A hash chain is a sequence of records in which each record's cryptographic hash incorporates the previous record's hash. Any modification of an earlier record produces a different hash and breaks the chain at every subsequent record. Hash chains are the technical foundation of defensible records and are used in cyber incident response, audit logging, blockchain consensus, and any system requiring tamper-evident logging.

Source: hash chain construction follows standard cryptographic primitives (NIST FIPS 180-4 Secure Hash Standard for SHA-256). Application to incident response derived from financial-services audit log requirements (SEC Rule 17a-4, CFTC Rule 1.31) and the IR-OS defensible record architecture.

How a Hash Chain Works

Each event in the chain is stored with three core pieces of data: the event payload, a server-side timestamp, and a hash field. The hash field is computed as SHA-256(payload + timestamp + previous_hash). The first event uses a known starting value (the "genesis hash"). To verify the chain, an auditor walks every event, recomputes each hash, and compares it to the stored value. Any post-hoc modification breaks the recomputation.

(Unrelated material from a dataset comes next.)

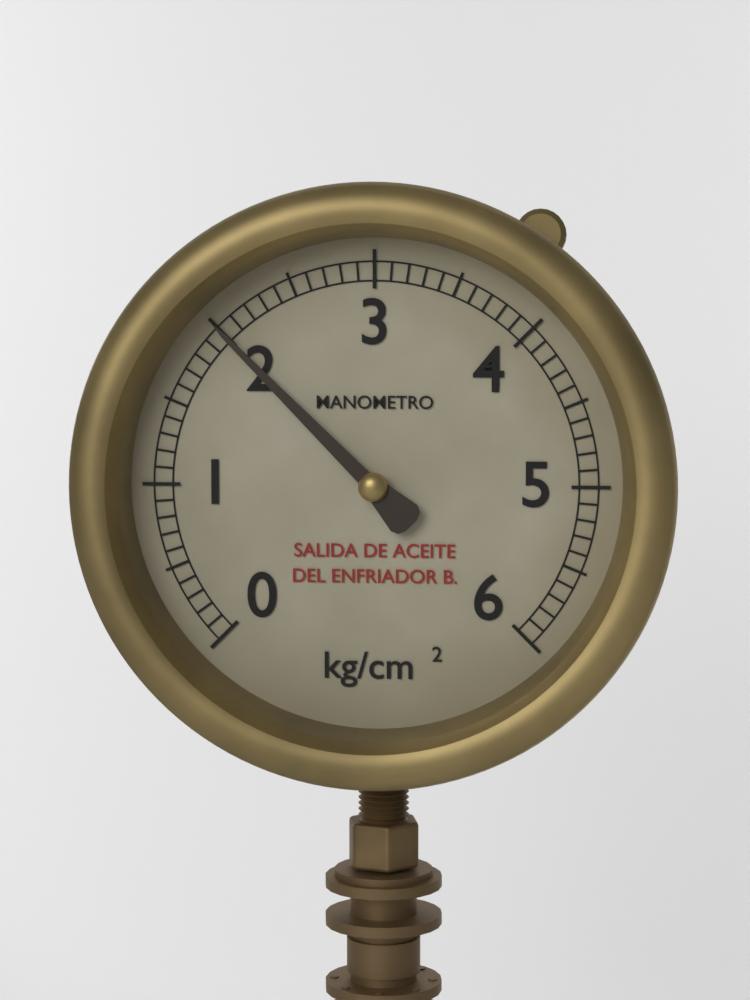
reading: 2.0 kg/cm²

Properties of a Hash Chain

Hash Chains vs Blockchain

A blockchain is a hash chain with additional properties: distributed consensus among multiple parties, economic incentives for honest participation, and tamper-evidence across many independent nodes. A simple hash chain achieves tamper-evidence within a single producer but does not solve the distributed-trust problem. Most cyber incident response use cases need the single-producer hash chain, not the full blockchain, because the producer is the trusted party making the record.

Verify your incident record with hash chain

IR-OS stores every incident event in a SHA-256 hash chain that any auditor or regulator can independently verify.